Cats and Cactuses
The domestic cat must have an extraordinary ability to suppress pain and discomfort because surprisingly they sometimes climb large cacti and sit on the top.
Cats and cactuses go together in a most uncomfortable way. It astonishes me why a cat wants to climb a large cactus as if he was climbing a tree. There is nearly always a story about a cat stuck up a saguaro cactus in Arizona. These are tree-like cactuses.
Here is a video of a cat descending a saguaro cactus:
It makes me wince. But the cat descends as if he is descending a tree. Yet when you look close up at a saguaro cactus you see what I have shown in the image above.
So, what is going on? How do cats do this? Has anyone else discussed what I consider to be a phenomenon? A cat that vets have named Prickly Pete is the current internet “cactus cat” celebrity.
He was tangled up in a prickly pear cactus. This is more a bush-like cactus. It took vet techs about 2 hours to remove all the spines that were inserted into every part of his body. Sometimes the spines can be poisonous. Great care has to be exercised in removing them to protect both person and cat.
Bearing in mind how horribly sharp and nasty these spines are, how do cats climb through them for 25 feet and then sit on them?
You would think that a cat would immediately jump off a saguaro cactus when he felt himself impaled on all those spines. Perhaps these cats were desperate to escape something. This is probably the likely reason.
However, the cat in the video stayed for three days on top of the cactus. I guess the point I am making is that cats must have a greater ability to withstand pain than the human. It seems that way to me.
If a person pricked his finger on one of those spines he’d yelp and then moan like hell.

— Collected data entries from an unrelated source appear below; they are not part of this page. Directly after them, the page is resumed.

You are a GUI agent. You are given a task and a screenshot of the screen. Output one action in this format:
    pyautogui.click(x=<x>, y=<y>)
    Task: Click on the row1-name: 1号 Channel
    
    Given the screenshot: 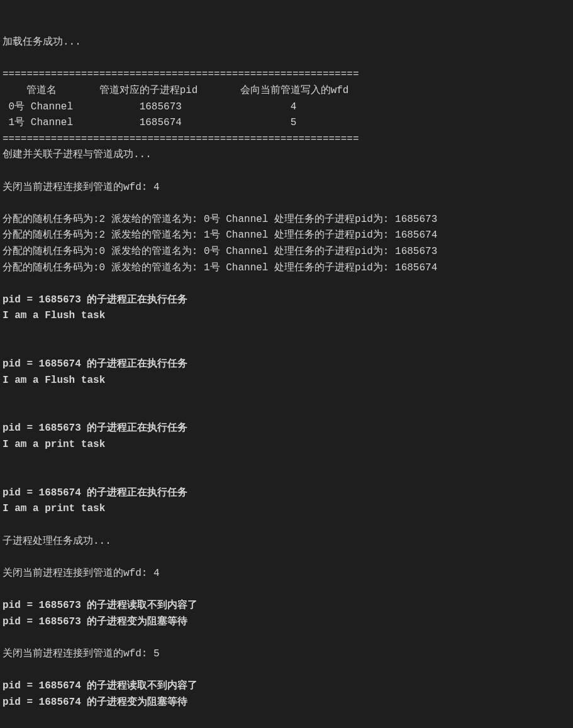 What is the action you would take?
    pyautogui.click(x=38, y=123)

When we see a domestic cat silently put up with a thousand pricks from a monstrously sharp and long cactus spine, in informs us about how cats so successfully hide pain when seriously ill. It is hard to know when cats are in pain when suffering a life-threatening illness. If we can’t assess whether a cat is in pain when seriously ill, how can we make a good judgement on whether to elect euthanasia as the most humane course of action?